6) CONTACT

The SDC is a Canadian non-profit dedicated to the promotion of Ecological Design, which includes Environmental (with our world), Elemental (integrating 1)Air, 2) Water, 3) Earth states of gaseous, liquid and solid matter, 4) Energy in solar, fire etc and Life both vegetable and animal, Ergonomic design with the human body, 'Economic' from the Greek = 'care and nurture of the home and family'.  Our programs are designed to support each other in livelihood (food, shelter, clothing, warmth and health) during the process of making a living.  Supporting people and processes are key to reaching our goals together.

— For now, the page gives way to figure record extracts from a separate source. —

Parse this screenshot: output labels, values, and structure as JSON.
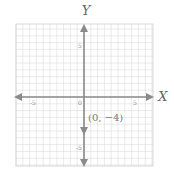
{
  "chart_data": {
    "type": "scatter",
    "title": "",
    "xlabel": "X",
    "ylabel": "Y",
    "xlim": [
      -10,
      10
    ],
    "ylim": [
      -10,
      10
    ],
    "grid": true,
    "x_ticks": [
      {
        "value": -5,
        "label": "-5"
      },
      {
        "value": 0,
        "label": "0"
      },
      {
        "value": 5,
        "label": "5"
      }
    ],
    "y_ticks": [
      {
        "value": 5,
        "label": "5"
      },
      {
        "value": -5,
        "label": "-5"
      }
    ],
    "points": [
      {
        "x": 0,
        "y": -4,
        "label": "(0, −4)"
      }
    ],
    "annotations": [
      "(0, −4)"
    ]
  },
  "labels": {
    "x_axis": "X",
    "y_axis": "Y",
    "tick_x_neg5": "-5",
    "tick_origin": "0",
    "tick_x_5": "5",
    "tick_y_5": "5",
    "tick_y_neg5": "-5",
    "point_label": "(0, −4)"
  },
  "colors": {
    "axis": "#8a8a8a",
    "grid": "#dcdcdc",
    "text": "#777777"
  }
}
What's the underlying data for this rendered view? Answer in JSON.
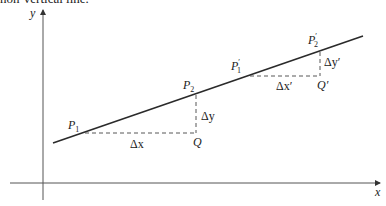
{
  "caption_fragment": "non-vertical line.",
  "axes": {
    "x_label": "x",
    "y_label": "y"
  },
  "points": {
    "p1": {
      "base": "P",
      "sub": "1"
    },
    "p2": {
      "base": "P",
      "sub": "2"
    },
    "p1_prime": {
      "base": "P",
      "prime": "′",
      "sub": "1"
    },
    "p2_prime": {
      "base": "P",
      "prime": "′",
      "sub": "2"
    },
    "q": "Q",
    "q_prime": "Q′"
  },
  "deltas": {
    "dx": "Δx",
    "dy": "Δy",
    "dx_prime": "Δx′",
    "dy_prime": "Δy′"
  },
  "colors": {
    "line": "#2a2a2a",
    "axis": "#555555",
    "dash": "#444444"
  }
}
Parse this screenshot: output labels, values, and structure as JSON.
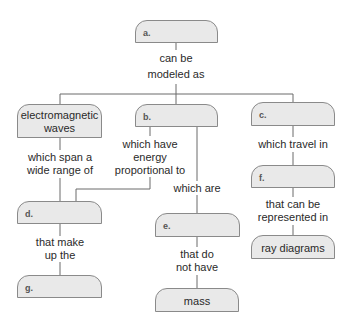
{
  "diagram": {
    "type": "concept-map",
    "colors": {
      "node_fill": "#e9e9e9",
      "node_border": "#8a8a8a",
      "line": "#6b6b6b",
      "text": "#2a2a2a"
    },
    "nodes": {
      "a": {
        "label": "a.",
        "filled": false
      },
      "electromagnetic_waves": {
        "label": "electromagnetic waves",
        "line1": "electromagnetic",
        "line2": "waves",
        "filled": true
      },
      "b": {
        "label": "b.",
        "filled": false
      },
      "c": {
        "label": "c.",
        "filled": false
      },
      "d": {
        "label": "d.",
        "filled": false
      },
      "e": {
        "label": "e.",
        "filled": false
      },
      "f": {
        "label": "f.",
        "filled": false
      },
      "g": {
        "label": "g.",
        "filled": false
      },
      "ray_diagrams": {
        "label": "ray diagrams",
        "filled": true
      },
      "mass": {
        "label": "mass",
        "filled": true
      }
    },
    "links": {
      "a_to_row": {
        "line1": "can be",
        "line2": "modeled as"
      },
      "em_to_d": {
        "line1": "which span a",
        "line2": "wide range of"
      },
      "b_to_d": {
        "line1": "which have",
        "line2": "energy",
        "line3": "proportional to"
      },
      "b_to_e": {
        "line1": "which are"
      },
      "c_to_f": {
        "line1": "which travel in"
      },
      "d_to_g": {
        "line1": "that make",
        "line2": "up the"
      },
      "e_to_mass": {
        "line1": "that do",
        "line2": "not have"
      },
      "f_to_ray": {
        "line1": "that can be",
        "line2": "represented in"
      }
    },
    "edges": [
      {
        "from": "a",
        "to": "electromagnetic_waves",
        "label": "can be modeled as"
      },
      {
        "from": "a",
        "to": "b",
        "label": "can be modeled as"
      },
      {
        "from": "a",
        "to": "c",
        "label": "can be modeled as"
      },
      {
        "from": "electromagnetic_waves",
        "to": "d",
        "label": "which span a wide range of"
      },
      {
        "from": "b",
        "to": "d",
        "label": "which have energy proportional to"
      },
      {
        "from": "b",
        "to": "e",
        "label": "which are"
      },
      {
        "from": "c",
        "to": "f",
        "label": "which travel in"
      },
      {
        "from": "d",
        "to": "g",
        "label": "that make up the"
      },
      {
        "from": "e",
        "to": "mass",
        "label": "that do not have"
      },
      {
        "from": "f",
        "to": "ray_diagrams",
        "label": "that can be represented in"
      }
    ]
  }
}
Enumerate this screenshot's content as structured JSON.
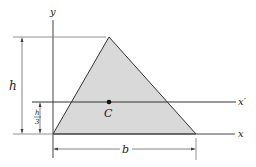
{
  "diagram": {
    "type": "triangle-centroid",
    "colors": {
      "fill": "#d9d9d9",
      "stroke": "#333333",
      "axis": "#555555",
      "dim": "#666666"
    },
    "labels": {
      "y_axis": "y",
      "x_axis": "x",
      "x_prime": "x′",
      "centroid": "C",
      "height": "h",
      "height_third_num": "h",
      "height_third_den": "3",
      "base": "b"
    },
    "geometry": {
      "apex": [
        109,
        37
      ],
      "base_left": [
        53,
        134
      ],
      "base_right": [
        196,
        134
      ],
      "centroid": [
        109,
        102
      ]
    }
  }
}
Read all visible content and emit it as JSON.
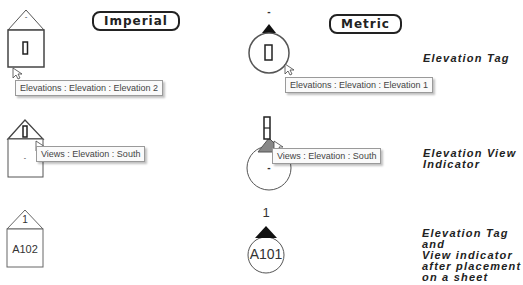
{
  "headers": {
    "imperial": "Imperial",
    "metric": "Metric"
  },
  "rows": [
    {
      "caption_lines": [
        "Elevation Tag"
      ],
      "imperial": {
        "top_label": "-",
        "tooltip": "Elevations : Elevation : Elevation 2"
      },
      "metric": {
        "top_label": "-",
        "tooltip": "Elevations : Elevation : Elevation 1"
      }
    },
    {
      "caption_lines": [
        "Elevation View",
        "Indicator"
      ],
      "imperial": {
        "center_label": "-",
        "tooltip": "Views : Elevation : South"
      },
      "metric": {
        "center_label": "-",
        "tooltip": "Views : Elevation : South"
      }
    },
    {
      "caption_lines": [
        "Elevation Tag and",
        "View indicator",
        "after placement",
        "on a sheet"
      ],
      "imperial": {
        "top_label": "1",
        "sheet_label": "A102"
      },
      "metric": {
        "top_label": "1",
        "sheet_label": "A101"
      }
    }
  ],
  "icons": {
    "cursor": "arrow-cursor-icon",
    "view_marker": "view-marker-rectangle-icon"
  }
}
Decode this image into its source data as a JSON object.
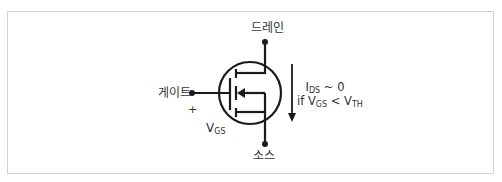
{
  "diagram": {
    "type": "n-channel enhancement MOSFET symbol",
    "terminals": {
      "drain": "드레인",
      "gate": "게이트",
      "source": "소스"
    },
    "gate_polarity": "+",
    "vgs_label": {
      "main": "V",
      "sub": "GS"
    },
    "current_condition": {
      "line1": {
        "main": "I",
        "sub": "DS",
        "rest": " ~ 0"
      },
      "line2": {
        "prefix": "if V",
        "sub1": "GS",
        "mid": " < V",
        "sub2": "TH"
      }
    },
    "current_arrow_direction": "down",
    "colors": {
      "line": "#1a1a1a",
      "text": "#333333",
      "frame": "#d4d4d4"
    }
  }
}
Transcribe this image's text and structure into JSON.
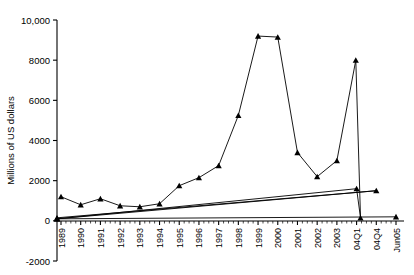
{
  "chart_data": {
    "type": "line",
    "title": "",
    "xlabel": "",
    "ylabel": "Millions of US dollars",
    "ylim": [
      -2000,
      10000
    ],
    "grid": false,
    "legend": "none",
    "ytick_labels": [
      "10,000",
      "8000",
      "6000",
      "4000",
      "2000",
      "0",
      "-2000"
    ],
    "ytick_values": [
      10000,
      8000,
      6000,
      4000,
      2000,
      0,
      -2000
    ],
    "categories": [
      "1989",
      "1990",
      "1991",
      "1992",
      "1993",
      "1994",
      "1995",
      "1996",
      "1997",
      "1998",
      "1999",
      "2000",
      "2001",
      "2002",
      "2003",
      "04Q1",
      "04Q4",
      "Jun05"
    ],
    "values": [
      1200,
      800,
      1100,
      750,
      700,
      850,
      1750,
      2150,
      2750,
      5250,
      9200,
      9150,
      3400,
      2200,
      3000,
      8000,
      150,
      150
    ],
    "series": [
      {
        "name": "Millions of US dollars",
        "points": [
          {
            "x": "1989",
            "y": 1200
          },
          {
            "x": "1990",
            "y": 800
          },
          {
            "x": "1991",
            "y": 1100
          },
          {
            "x": "1992",
            "y": 750
          },
          {
            "x": "1993",
            "y": 700
          },
          {
            "x": "1994",
            "y": 850
          },
          {
            "x": "1995",
            "y": 1750
          },
          {
            "x": "1996",
            "y": 2150
          },
          {
            "x": "1997",
            "y": 2750
          },
          {
            "x": "1998",
            "y": 5250
          },
          {
            "x": "1999",
            "y": 9200
          },
          {
            "x": "2000",
            "y": 9150
          },
          {
            "x": "2001",
            "y": 3400
          },
          {
            "x": "2002",
            "y": 2200
          },
          {
            "x": "2003",
            "y": 3000
          },
          {
            "x": "2003.4",
            "y": 8000
          },
          {
            "x": "2003.5",
            "y": 150
          },
          {
            "x": "04Q1",
            "y": 1600
          },
          {
            "x": "04Q2",
            "y": 100
          },
          {
            "x": "04Q3",
            "y": 150
          },
          {
            "x": "04Q4",
            "y": 1500
          },
          {
            "x": "05Q1",
            "y": 100
          },
          {
            "x": "Jun05",
            "y": 200
          }
        ]
      }
    ]
  }
}
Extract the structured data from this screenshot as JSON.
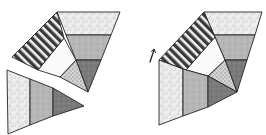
{
  "diagram": {
    "fills": {
      "light_speckle": "#eeeeee",
      "mid_gray": "#b8b8b8",
      "dark_gray": "#7a7a7a",
      "white": "#fafafa",
      "dotted": "#c8c8c8",
      "stripe_dark": "#3a3a3a",
      "stripe_light": "#f2f2f2",
      "outline": "#222222"
    },
    "figures": [
      {
        "name": "left-figure",
        "pieces": [
          {
            "name": "top-band",
            "fill": "light_speckle",
            "points": "57,12 120,12 111,35 66,35"
          },
          {
            "name": "middle-band",
            "fill": "mid_gray",
            "points": "66,35 111,35 101,60 76,60"
          },
          {
            "name": "lower-dark-triangle",
            "fill": "dark_gray",
            "points": "76,60 101,60 88,92"
          },
          {
            "name": "dotted-triangle",
            "fill": "dotted",
            "points": "76,60 88,92 60,77"
          },
          {
            "name": "white-quad",
            "fill": "white",
            "points": "64,38 76,60 60,77 38,70"
          },
          {
            "name": "striped-band",
            "fill": "stripes",
            "points": "57,12 64,38 38,70 12,57"
          },
          {
            "name": "detached-triangle-section-1",
            "fill": "light_speckle",
            "points": "7,70 30,79 30,125 8,134"
          },
          {
            "name": "detached-triangle-section-2",
            "fill": "mid_gray",
            "points": "30,79 53,88 53,116 30,125"
          },
          {
            "name": "detached-triangle-section-3",
            "fill": "dark_gray",
            "points": "53,88 84,106 53,116"
          }
        ]
      },
      {
        "name": "right-figure",
        "pieces": [
          {
            "name": "top-band",
            "fill": "light_speckle",
            "points": "204,12 262,12 255,35 214,35"
          },
          {
            "name": "middle-band",
            "fill": "mid_gray",
            "points": "214,35 255,35 247,60 225,60"
          },
          {
            "name": "lower-dark-triangle",
            "fill": "dark_gray",
            "points": "225,60 247,60 237,92"
          },
          {
            "name": "dotted-triangle",
            "fill": "dotted",
            "points": "225,60 237,92 208,76"
          },
          {
            "name": "white-quad",
            "fill": "white",
            "points": "215,37 225,60 208,76 186,70"
          },
          {
            "name": "striped-band",
            "fill": "stripes",
            "points": "204,12 215,37 186,70 159,60"
          },
          {
            "name": "rotated-triangle-section-1",
            "fill": "light_speckle",
            "points": "159,60 183,69 183,116 159,125"
          },
          {
            "name": "rotated-triangle-section-2",
            "fill": "mid_gray",
            "points": "183,69 208,76 208,107 183,116"
          },
          {
            "name": "rotated-triangle-section-3",
            "fill": "dark_gray",
            "points": "208,76 237,92 208,107"
          }
        ],
        "rotation_arrow": {
          "points": "154,50 150,62"
        }
      }
    ]
  }
}
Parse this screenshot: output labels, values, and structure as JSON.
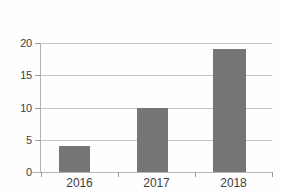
{
  "chart_data": {
    "type": "bar",
    "title": "",
    "subtitle": "",
    "xlabel": "",
    "ylabel": "",
    "categories": [
      "2016",
      "2017",
      "2018"
    ],
    "values": [
      4,
      10,
      19
    ],
    "series": [
      {
        "name": "",
        "values": [
          4,
          10,
          19
        ]
      }
    ],
    "ylim": [
      0,
      20
    ],
    "yticks": [
      0,
      5,
      10,
      15,
      20
    ],
    "ytick_labels": [
      "0",
      "5",
      "10",
      "15",
      "20"
    ],
    "grid": true,
    "grid_axis": "y",
    "legend": false,
    "legend_position": "none",
    "colors": {
      "bar": "#767676",
      "gridline": "#c6c6c6",
      "axis": "#b4b4b4",
      "text": "#3f3f3f",
      "background": "#fefefe"
    }
  }
}
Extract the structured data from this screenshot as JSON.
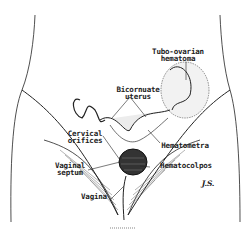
{
  "figure": {
    "labels": [
      {
        "id": "tubo",
        "text_line1": "Tubo-ovarian",
        "text_line2": "hematoma"
      },
      {
        "id": "bicornuate",
        "text_line1": "Bicornuate",
        "text_line2": "uterus"
      },
      {
        "id": "cervical",
        "text_line1": "Cervical",
        "text_line2": "orifices"
      },
      {
        "id": "hematometra",
        "text_line1": "Hematometra"
      },
      {
        "id": "septum",
        "text_line1": "Vaginal",
        "text_line2": "septum"
      },
      {
        "id": "hematocolpos",
        "text_line1": "Hematocolpos"
      },
      {
        "id": "vagina",
        "text_line1": "Vagina"
      }
    ],
    "signature": "J.S."
  }
}
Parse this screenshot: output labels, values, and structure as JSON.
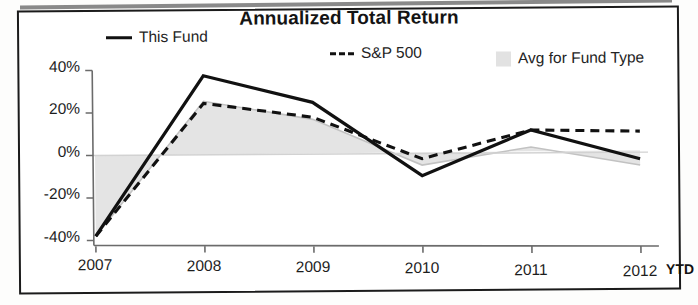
{
  "chart_data": {
    "type": "line",
    "title": "Annualized Total Return",
    "xlabel": "",
    "ylabel": "",
    "ylim": [
      -40,
      40
    ],
    "yticks": [
      40,
      20,
      0,
      -20,
      -40
    ],
    "ytick_labels": [
      "40%",
      "20%",
      "0%",
      "-20%",
      "-40%"
    ],
    "categories": [
      "2007",
      "2008",
      "2009",
      "2010",
      "2011",
      "2012"
    ],
    "x_suffix_label": "YTD",
    "grid": false,
    "legend_position": "top",
    "series": [
      {
        "name": "This Fund",
        "style": "solid",
        "color": "#111111",
        "values": [
          -38,
          37,
          24,
          -11,
          10,
          -4
        ]
      },
      {
        "name": "S&P 500",
        "style": "dashed",
        "color": "#111111",
        "values": [
          -38,
          24,
          17,
          -3,
          10,
          9
        ]
      },
      {
        "name": "Avg for Fund Type",
        "style": "area",
        "color": "#e2e2e2",
        "values": [
          -38,
          25,
          16,
          -6,
          2,
          -7
        ]
      }
    ]
  },
  "chart": {
    "title": "Annualized Total Return",
    "legend": [
      {
        "label": "This Fund",
        "marker": "solid-line-icon"
      },
      {
        "label": "S&P 500",
        "marker": "dashed-line-icon"
      },
      {
        "label": "Avg for Fund Type",
        "marker": "area-swatch-icon"
      }
    ],
    "y_axis": {
      "ticks": [
        "40%",
        "20%",
        "0%",
        "-20%",
        "-40%"
      ]
    },
    "x_axis": {
      "ticks": [
        "2007",
        "2008",
        "2009",
        "2010",
        "2011",
        "2012"
      ],
      "suffix": "YTD"
    },
    "colors": {
      "line": "#111111",
      "area_fill": "#e2e2e2",
      "area_line": "#bdbdbd",
      "axis": "#6f6f6f",
      "frame": "#1b1b1b"
    }
  }
}
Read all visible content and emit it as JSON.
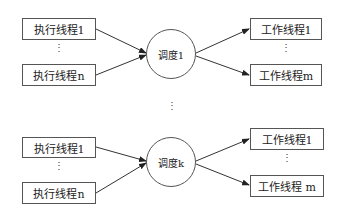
{
  "groups": [
    {
      "inputs": [
        "执行线程1",
        "执行线程n"
      ],
      "scheduler": "调度1",
      "outputs": [
        "工作线程1",
        "工作线程m"
      ]
    },
    {
      "inputs": [
        "执行线程1",
        "执行线程n"
      ],
      "scheduler": "调度k",
      "outputs": [
        "工作线程1",
        "工作线程 m"
      ]
    }
  ],
  "ellipsis": "⋮"
}
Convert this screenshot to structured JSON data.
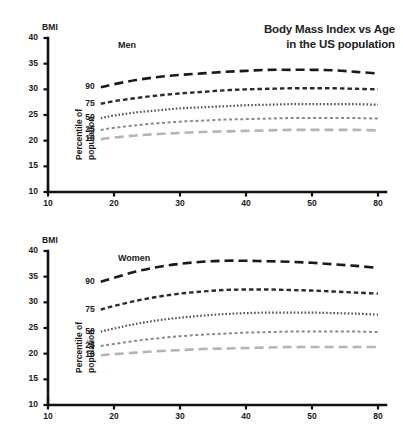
{
  "title": {
    "line1": "Body Mass Index vs Age",
    "line2": "in the US population"
  },
  "axis_name": "BMI",
  "percentile_axis_label_line1": "Percentile of",
  "percentile_axis_label_line2": "population",
  "panels": [
    {
      "label": "Men"
    },
    {
      "label": "Women"
    }
  ],
  "chart_data": {
    "type": "line",
    "title": "Body Mass Index vs Age in the US population",
    "xlabel": "",
    "ylabel": "BMI",
    "xlim": [
      10,
      85
    ],
    "ylim": [
      10,
      40
    ],
    "xticks": [
      10,
      20,
      30,
      40,
      50,
      80
    ],
    "yticks": [
      10,
      15,
      20,
      25,
      30,
      35,
      40
    ],
    "grid": false,
    "legend": "inline-left (percentile labels beside curve origins)",
    "legend_title": "Percentile of population",
    "panels": [
      {
        "name": "Men",
        "x": [
          22,
          25,
          30,
          35,
          40,
          45,
          50,
          55,
          60,
          65,
          70,
          75,
          80,
          85
        ],
        "series": [
          {
            "name": "90",
            "percentile": 90,
            "color": "#1a1a1a",
            "dash": "long-dash",
            "values": [
              30.4,
              31.0,
              31.8,
              32.4,
              32.8,
              33.1,
              33.4,
              33.6,
              33.8,
              33.8,
              33.8,
              33.7,
              33.4,
              33.1
            ]
          },
          {
            "name": "75",
            "percentile": 75,
            "color": "#2b2b2b",
            "dash": "medium-dash",
            "values": [
              27.2,
              27.7,
              28.3,
              28.8,
              29.2,
              29.5,
              29.8,
              30.0,
              30.1,
              30.2,
              30.2,
              30.2,
              30.1,
              30.0
            ]
          },
          {
            "name": "50",
            "percentile": 50,
            "color": "#555555",
            "dash": "dotted",
            "values": [
              24.4,
              24.9,
              25.5,
              25.9,
              26.3,
              26.5,
              26.7,
              26.9,
              27.0,
              27.1,
              27.1,
              27.1,
              27.1,
              27.0
            ]
          },
          {
            "name": "25",
            "percentile": 25,
            "color": "#8a8a8a",
            "dash": "fine-dash",
            "values": [
              22.1,
              22.5,
              23.0,
              23.4,
              23.7,
              23.9,
              24.1,
              24.2,
              24.3,
              24.4,
              24.4,
              24.4,
              24.4,
              24.3
            ]
          },
          {
            "name": "10",
            "percentile": 10,
            "color": "#b5b5b5",
            "dash": "long-dash",
            "values": [
              20.3,
              20.6,
              21.0,
              21.3,
              21.5,
              21.7,
              21.8,
              21.9,
              22.0,
              22.1,
              22.1,
              22.1,
              22.1,
              22.0
            ]
          }
        ]
      },
      {
        "name": "Women",
        "x": [
          22,
          25,
          30,
          35,
          40,
          45,
          50,
          55,
          60,
          65,
          70,
          75,
          80,
          85
        ],
        "series": [
          {
            "name": "90",
            "percentile": 90,
            "color": "#1a1a1a",
            "dash": "long-dash",
            "values": [
              34.0,
              34.8,
              36.0,
              36.9,
              37.5,
              37.9,
              38.1,
              38.1,
              38.0,
              37.9,
              37.7,
              37.4,
              37.1,
              36.7
            ]
          },
          {
            "name": "75",
            "percentile": 75,
            "color": "#2b2b2b",
            "dash": "medium-dash",
            "values": [
              28.6,
              29.3,
              30.3,
              31.1,
              31.7,
              32.1,
              32.4,
              32.5,
              32.5,
              32.4,
              32.3,
              32.1,
              31.9,
              31.7
            ]
          },
          {
            "name": "50",
            "percentile": 50,
            "color": "#555555",
            "dash": "dotted",
            "values": [
              24.3,
              24.9,
              25.8,
              26.5,
              27.0,
              27.4,
              27.7,
              27.9,
              28.0,
              28.0,
              28.0,
              27.9,
              27.8,
              27.6
            ]
          },
          {
            "name": "25",
            "percentile": 25,
            "color": "#8a8a8a",
            "dash": "fine-dash",
            "values": [
              21.5,
              21.9,
              22.5,
              23.0,
              23.4,
              23.7,
              23.9,
              24.1,
              24.2,
              24.3,
              24.3,
              24.3,
              24.3,
              24.2
            ]
          },
          {
            "name": "10",
            "percentile": 10,
            "color": "#b5b5b5",
            "dash": "long-dash",
            "values": [
              19.7,
              19.9,
              20.2,
              20.5,
              20.7,
              20.9,
              21.0,
              21.1,
              21.2,
              21.3,
              21.3,
              21.3,
              21.3,
              21.3
            ]
          }
        ]
      }
    ]
  }
}
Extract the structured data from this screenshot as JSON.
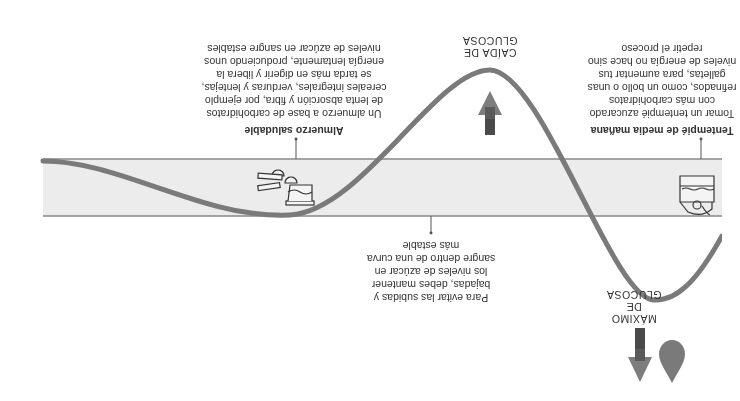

Contact: Douglas Jack Ou-ee-ii-jay-ii  douglasf.jack@gmail.com  douglasjack@indigenecommunity.info

Contact our organisation and activities through addresses given below.  Indigenous communities worldwide were renowned for their welcomes.  When Dutch, English, French Europeans made contact with Turtle Island's north-east, they were greeted sincerely with economic welcome and sustenance by First Nation peoples who were simultaneously being devastated (some estimate a 96% population loss refer to 1491 compilation by Charles C. Mann and Their Number Become Thinned by Henry F. Dobyns) recoiling from Eurasian-african disease epidemics brought overland through First Nation trade routes from the Gulf of Mexico.  However First Nations responded pro-actively to economically welcome the diseased and hungry newcomers and put forth the Two-Row-Wampum treaty as a guide to our growth and welbeing.  Coming from warring European nations in Feudal society who had lost our indigenous heritage, we had forgotten our own, didn't understand or respond to these 3-dimensional gifts of human and ecological science which would have healed our ecological destruction and war.  Welcoming capacity for sustainable development is the main theme of Indigene Community website www.indigenecommunity.info  based in economic accounting, governance, multi-home domestic-unity and mixed multi-level orchard food production efficiencies.  We hope you will become part of our individual and group initiative to recreate indigenous welcome in the world today.

 

Please contact: Douglas Jack, project coordinator by email to: douglasjack@indigenecommunity.info or douglasf.jack@gmail.com

House of Dialogue, ADDRESS: 9662 Jean-Milot, LaSalle, H8R 1X9, Quebec, Canada TELEPHONE:514-365-9594 

Sustainable Development Corporation (Canadian Non-Profit since 1994),

Indigene Community www.indigenecommunity.info

Eco-Montreal Tiohtiake Green Map www.eco-montreal.mcgill.ca  bilingue

Tsi Tetsionitiotiakon Sustainability Rooted in Heritage http://cbed.geog.mcgill.ca/WIP.html   Traduction en francaise disponible.

Indigenous Welcome and Orchard Food Production Efficiencies  http://dcnstrct.org/indigenous/

Canadian Cohousing Network: http://canadacohousing.ning.com/group/montrealindigenecommunity

http://canadacohousing.ning.com/forum/topics/montreal-calculating    articles affiché

http://canadacohousing.ning.com/group/montrealindigenecommunity/forum/topics/calculating-cohousing  

Fellowship of Intentional Communities: http://directory.ic.org/22331/Indigene_Tiohtiake_Community_Latin_com_together_munus_gift_or_service

 

Individuals and groups involved in Indigene Community are bringing together critical numbers of people in apartment and townhouse complexes where as non-profit Mutual-Aid groups we can collaborate and gain individual and community ownership using indigenous practices.

 

LaSalle Gardens a 1950s Canadian Federal housing development from the Canadian Mortgage & Housing Corporation CMHC is our conceiving community.  LaSalle is refered to on old maps because of its location 'on-the-rapids' as Kahnawake.  Some of us refer to LaSalle (a borough of Montreal's urban metropolis) as Kahnawake-north in respect to true indigenous sovereignty and heritage here as part of Tsi Tetsiontitiotiakon (Montreal island), Tiohtiake (archipelago of islands in the greater Montreal region refered to by some as 'Place where the nations and their rivers, unite and divide') and Kanien'keh (Land of the people of the flint, Kanien'kehaka or Mohawk) which stretches as well from Albany, New York to Lake Ontario part of the People of the Longhouse, Rotinosaunee (Haudenosaunee) Confederacy of Mohawk, Oneida, Cayuga, Onondaga and Seneca nations.  Some consider Turtle Island (Onowaragen or North America) as a network of confederacies.